Written By John Caverhill
It was a late May day in 1948 and I had just turned twelve years old. Dad met me as I got home from school and said, “I’ve got a job for you.” We headed back to the field where, to my joy, the tractor and discs sat waiting. During the summer when not in use the tractor, Old Casey, sat under the walnut trees behind our house. I would sit behind the steering wheel and dream of the day when I would be piloting the tractor just like Dad and big brother Ron.
Three Caverhill families shared ownership of this tractor, a Case model C purchased in 1929, the year this model was introduced. Casey little resembled today’s tractors with their climate-controlled cabs and fingertip computerized controls. Tractors then were basically designed to replace the horse for field work such as pulling a plow or a cultivator. Advertisements emphasized the advantages of a tractor over a horse, e.g., ‘You only fed a tractor when it was working–not year-round like a horse’. All controls were hand-operated; crank, three-speed gear shift (2.3 mph to 3.7 mph), a clutch, throttle, and brake. Removing a screw nut from the crank case showed the engine oil level, and a dry stick inserted into the gas tank showed the fuel level. An iron seat was mounted on a flat steel bar extending out from the transmission case.
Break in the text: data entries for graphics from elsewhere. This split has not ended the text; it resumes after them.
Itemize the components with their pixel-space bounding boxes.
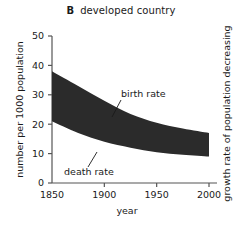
- y-tick-label: 10: [32, 148, 44, 159]
- y-tick-label: 30: [32, 89, 44, 100]
- annotation-leader-death-rate: [88, 152, 97, 167]
- y-tick-label: 40: [32, 60, 44, 71]
- y-axis-ticks: 01020304050: [32, 30, 52, 188]
- annotation-label-birth-rate: birth rate: [121, 88, 166, 99]
- x-tick-label: 1850: [40, 189, 64, 200]
- figure-panel-b: Bdeveloped country number per 1000 popul…: [0, 0, 242, 228]
- y-tick-label: 0: [38, 177, 44, 188]
- x-axis-ticks: 1850190019502000: [40, 183, 221, 200]
- x-tick-label: 1950: [145, 189, 169, 200]
- x-tick-label: 1900: [92, 189, 116, 200]
- plot-area: 01020304050 1850190019502000 birth rated…: [0, 0, 242, 228]
- annotation-label-death-rate: death rate: [64, 166, 114, 177]
- y-tick-label: 20: [32, 119, 44, 130]
- y-tick-label: 50: [32, 30, 44, 41]
- x-tick-label: 2000: [197, 189, 221, 200]
- rate-band-area: [52, 71, 209, 156]
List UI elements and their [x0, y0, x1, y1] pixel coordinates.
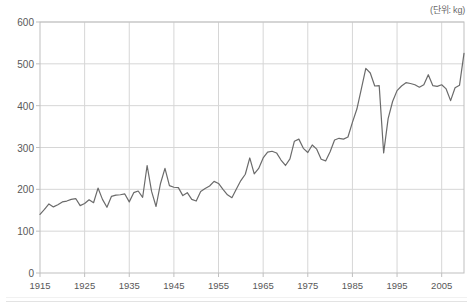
x-tick-label: 1985 [342, 280, 363, 291]
footer-divider [6, 301, 467, 302]
y-tick-label: 600 [2, 17, 34, 28]
x-tick-label: 1965 [253, 280, 274, 291]
y-tick-label: 0 [2, 268, 34, 279]
x-tick-label: 1935 [119, 280, 140, 291]
y-tick-label: 400 [2, 100, 34, 111]
x-tick-label: 1955 [208, 280, 229, 291]
footer-divider-light [6, 297, 467, 298]
y-tick-label: 200 [2, 184, 34, 195]
data-series-line [40, 53, 464, 214]
x-tick-label: 1925 [74, 280, 95, 291]
chart-plot-area [0, 0, 473, 308]
y-tick-label: 300 [2, 142, 34, 153]
y-tick-label: 100 [2, 226, 34, 237]
y-tick-label: 500 [2, 58, 34, 69]
x-tick-label: 1945 [163, 280, 184, 291]
x-tick-label: 1915 [29, 280, 50, 291]
x-tick-label: 1975 [297, 280, 318, 291]
x-tick-label: 2005 [431, 280, 452, 291]
line-chart-figure: (단위: kg) 0100200300400500600 19151925193… [0, 0, 473, 308]
x-tick-label: 1995 [386, 280, 407, 291]
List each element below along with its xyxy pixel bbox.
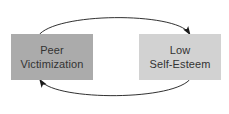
diagram-canvas: Peer Victimization Low Self-Esteem — [0, 0, 229, 114]
node-peer-victimization-line-2: Victimization — [21, 57, 84, 71]
node-low-self-esteem-line-2: Self-Esteem — [149, 57, 210, 71]
node-peer-victimization: Peer Victimization — [11, 34, 93, 80]
node-low-self-esteem: Low Self-Esteem — [139, 34, 221, 80]
bottom-arrowhead-icon — [39, 79, 47, 88]
node-peer-victimization-line-1: Peer — [40, 43, 64, 57]
node-low-self-esteem-line-1: Low — [170, 43, 190, 57]
bottom-arrow-path — [41, 78, 191, 96]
This bar flexed, providing some—but not much—cushioning from the jolting ride. A heavy steel steering wheel with a steering knob completed the controls. The tractor weighed two tons and was classified as a light-weight, still a relatively new concept at this time. The first tractors were intended to replace steam engines and resembled them in size and design. The Minneapolis Twin City tractor weighed fourteen tons. Much of the Case engine weight rode on the front wheels, making it heavy to steer, and the knob gave the driver better control of the steering wheel.
Anyone who has driven a steel-wheeled tractor on gravel roads has a special appreciation for rubber tires. As the wheels revolve, each steel lug contacts the road with a jolt that travels from your feet to the top of your head. We always drove in the ditch, where it was reasonably level, otherwise it was a jolting ride in low gear along the road.
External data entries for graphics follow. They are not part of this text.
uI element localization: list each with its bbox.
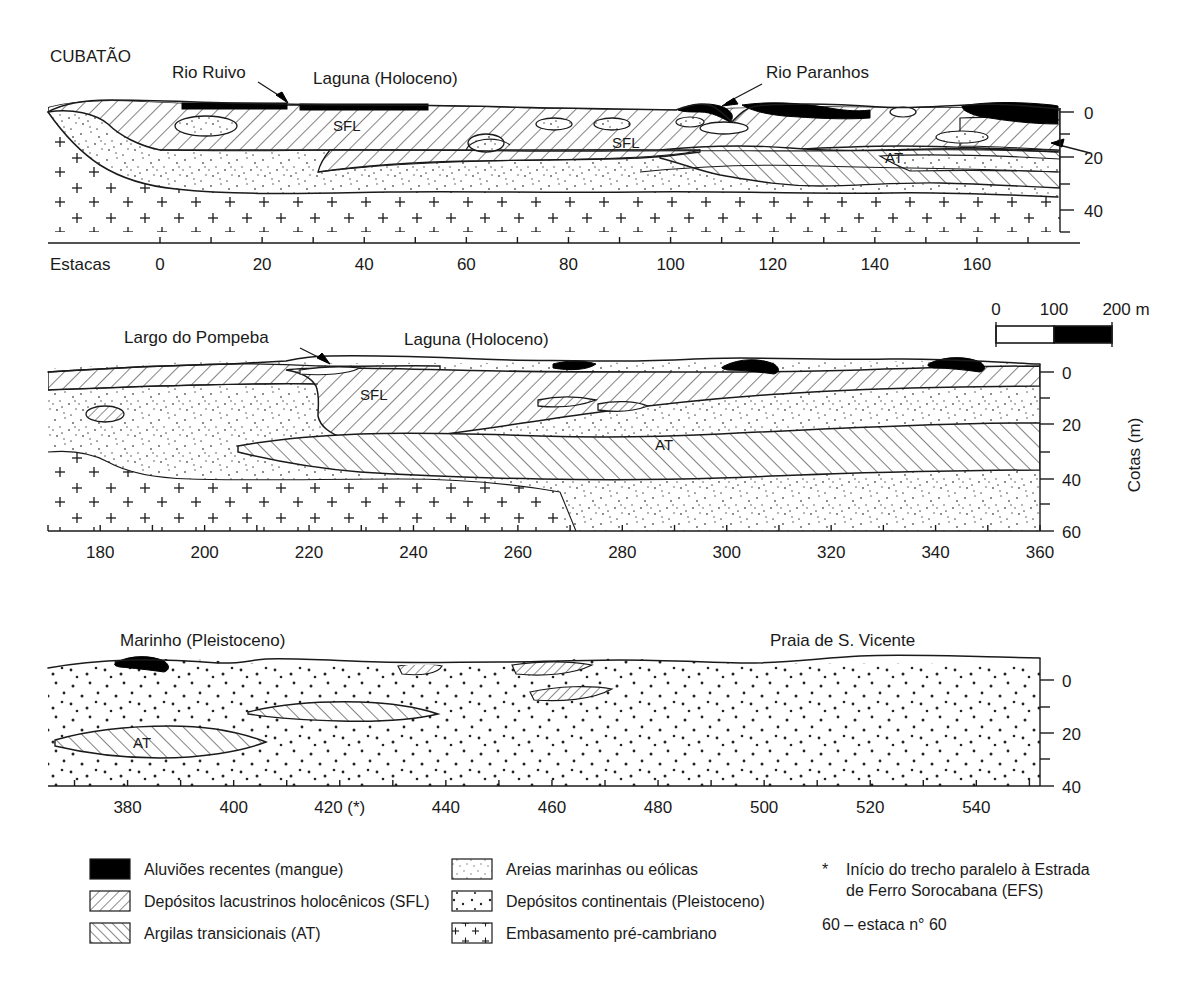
panel-1-label-rio-paranhos: Rio Paranhos xyxy=(766,63,869,82)
panel-1-x-tick-label: 60 xyxy=(457,255,476,274)
panel-3-label-praia: Praia de S. Vicente xyxy=(770,631,915,650)
panel-2-x-tick-label: 280 xyxy=(608,543,636,562)
panel-1-unit-sfl-left: SFL xyxy=(333,117,361,134)
panel-3-x-tick-label: 540 xyxy=(962,798,990,817)
panel-2-x-tick-label: 180 xyxy=(86,543,114,562)
legend-column-3: * Início do trecho paralelo à Estrada de… xyxy=(822,861,1090,933)
panel-3-y-ticks xyxy=(1040,680,1054,786)
scalebar-label-200: 200 m xyxy=(1102,300,1149,319)
legend-note-efs-line2: de Ferro Sorocabana (EFS) xyxy=(846,882,1043,899)
panel-1-ytick-20: 20 xyxy=(1084,149,1103,168)
panel-1-x-tick-label: 40 xyxy=(355,255,374,274)
panel-3-x-tick-label: 500 xyxy=(750,798,778,817)
panel-2-strata xyxy=(40,355,1050,535)
panel-3-ytick-0: 0 xyxy=(1062,672,1071,691)
panel-2-unit-at: AT xyxy=(655,436,673,453)
scalebar-label-0: 0 xyxy=(991,300,1000,319)
panel-2-x-tick-label: 300 xyxy=(713,543,741,562)
legend-column-1: Aluviões recentes (mangue) Depósitos lac… xyxy=(90,859,429,943)
panel-1-label-laguna: Laguna (Holoceno) xyxy=(313,69,458,88)
y-axis-title-cotas: Cotas (m) xyxy=(1125,418,1144,493)
panel-1-label-cubatao: CUBATÃO xyxy=(50,47,131,66)
estacas-label: Estacas xyxy=(50,255,110,274)
panel-3-x-tick-label: 460 xyxy=(538,798,566,817)
panel-3-unit-at: AT xyxy=(133,734,151,751)
scalebar-label-100: 100 xyxy=(1040,300,1068,319)
scale-bar: 0 100 200 m xyxy=(991,300,1149,347)
legend-swatch-solid-black xyxy=(90,859,130,879)
panel-2-ytick-40: 40 xyxy=(1062,471,1081,490)
legend-asterisk-marker: * xyxy=(822,861,828,878)
legend-item-continentais: Depósitos continentais (Pleistoceno) xyxy=(506,893,765,910)
legend-swatch-coarse-stipple xyxy=(452,891,492,911)
legend-item-sfl: Depósitos lacustrinos holocênicos (SFL) xyxy=(144,893,429,910)
panel-3: Marinho (Pleistoceno) Praia de S. Vicent… xyxy=(40,631,1081,817)
panel-2-unit-sfl: SFL xyxy=(360,386,388,403)
panel-2-label-largo-pompeba: Largo do Pompeba xyxy=(124,328,269,347)
panel-1-ytick-40: 40 xyxy=(1084,202,1103,221)
legend-note-efs-line1: Início do trecho paralelo à Estrada xyxy=(846,861,1090,878)
panel-3-label-marinho: Marinho (Pleistoceno) xyxy=(120,631,285,650)
panel-1-x-tick-label: 160 xyxy=(963,255,991,274)
figure-canvas: CUBATÃO Rio Ruivo Laguna (Holoceno) Rio … xyxy=(0,0,1178,1003)
panel-1-label-rio-ruivo: Rio Ruivo xyxy=(172,63,246,82)
panel-2: Largo do Pompeba Laguna (Holoceno) SFL A… xyxy=(40,328,1144,562)
legend-item-areias: Areias marinhas ou eólicas xyxy=(506,861,698,878)
panel-1-x-tick-labels: 020406080100120140160 xyxy=(155,255,991,274)
panel-2-ytick-20: 20 xyxy=(1062,416,1081,435)
panel-1-x-tick-label: 140 xyxy=(861,255,889,274)
panel-2-x-tick-label: 260 xyxy=(504,543,532,562)
panel-2-x-tick-label: 200 xyxy=(190,543,218,562)
panel-3-x-tick-label: 440 xyxy=(432,798,460,817)
panel-1-x-ticks xyxy=(160,237,1028,243)
panel-3-x-tick-label: 480 xyxy=(644,798,672,817)
legend-item-at: Argilas transicionais (AT) xyxy=(144,925,321,942)
panel-2-y-ticks xyxy=(1040,372,1054,531)
panel-2-x-tick-label: 340 xyxy=(921,543,949,562)
panel-3-x-tick-label: 520 xyxy=(856,798,884,817)
panel-1: CUBATÃO Rio Ruivo Laguna (Holoceno) Rio … xyxy=(40,47,1103,274)
panel-1-y-ticks xyxy=(1060,112,1074,232)
legend-swatch-plus-signs xyxy=(452,923,492,943)
panel-2-ytick-0: 0 xyxy=(1062,364,1071,383)
panel-2-x-tick-label: 320 xyxy=(817,543,845,562)
legend-item-embasamento: Embasamento pré-cambriano xyxy=(506,925,717,942)
panel-1-x-tick-label: 0 xyxy=(155,255,164,274)
geological-cross-section-figure: CUBATÃO Rio Ruivo Laguna (Holoceno) Rio … xyxy=(0,0,1178,1003)
panel-3-ytick-20: 20 xyxy=(1062,725,1081,744)
legend-swatch-hatch-forward xyxy=(90,891,130,911)
panel-1-x-tick-label: 100 xyxy=(656,255,684,274)
panel-3-ytick-40: 40 xyxy=(1062,778,1081,797)
panel-1-ytick-0: 0 xyxy=(1084,104,1093,123)
panel-2-x-tick-labels: 180200220240260280300320340360 xyxy=(86,543,1054,562)
legend-column-2: Areias marinhas ou eólicas Depósitos con… xyxy=(452,859,765,943)
panel-1-unit-at: AT xyxy=(885,149,903,166)
legend-note-estaca: 60 – estaca n° 60 xyxy=(822,916,947,933)
panel-3-x-tick-label: 400 xyxy=(219,798,247,817)
panel-3-strata xyxy=(40,650,1050,790)
panel-1-x-tick-label: 20 xyxy=(253,255,272,274)
legend-swatch-fine-stipple xyxy=(452,859,492,879)
panel-2-x-tick-label: 220 xyxy=(295,543,323,562)
legend-swatch-hatch-backward xyxy=(90,923,130,943)
panel-3-x-tick-label: 380 xyxy=(113,798,141,817)
panel-2-ytick-60: 60 xyxy=(1062,523,1081,542)
panel-1-unit-sfl-right: SFL xyxy=(612,134,640,151)
legend-item-aluvioes: Aluviões recentes (mangue) xyxy=(144,861,343,878)
panel-1-x-tick-label: 80 xyxy=(559,255,578,274)
panel-3-x-tick-label: 420 (*) xyxy=(314,798,365,817)
panel-2-x-tick-label: 240 xyxy=(399,543,427,562)
panel-1-x-tick-label: 120 xyxy=(759,255,787,274)
panel-2-x-tick-label: 360 xyxy=(1026,543,1054,562)
panel-2-label-laguna: Laguna (Holoceno) xyxy=(404,330,549,349)
panel-3-x-tick-labels: 380400420 (*)440460480500520540 xyxy=(113,798,990,817)
legend: Aluviões recentes (mangue) Depósitos lac… xyxy=(90,859,1090,943)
For my first stint in the driver’s seat, Dad stood beside me ready to coach as necessary. We started off in third gear, the regular discing gear. There is absolutely no comparison between steering a steel-wheeled tractor bucking its way over the humps and hollows of a plowed field and driving a rubber-tired car on a smooth road. Halfway down the field, Dad with a big grin threw in the clutch, stopped the tractor, and looked at me. Looking at the zig-zig trail behind me, the only positive thing one could say was that I hadn’t driven into the adjoining hayfield.
“Drop it back into second,” Dad hollered above the roar of the engine (Casey had no muffler and the exhaust pipe projected only a couple of inches from the manifold, so the noise blasted straight into your ears). Moving at a more sedate pace down the field gave me more time to react and I learned to not fight the steering wheel or over-correct the swings. After a few rounds Dad left me and I settled down to enjoy the sensation of controlling this magnificent mechanical beast. After a half hour, I put Casey back into third gear and I felt at last like I was really driving old Casey.
We drove Casey until the spring of 1954. He still worked well in the field but the steel wheels had increasingly become a performance-inhibiting factor. Road travel had become a regular feature of farm work with wagons and farm machinery all mounted on rubber tires. We traded in Casey on a new Case SO which had a slightly higher horsepower rating but most importantly was on rubber and had a road gear of around 11 mph. We heard that old Casey ‘retired’ to Petrolia where for many years he powered the pumps on some of the oil wells.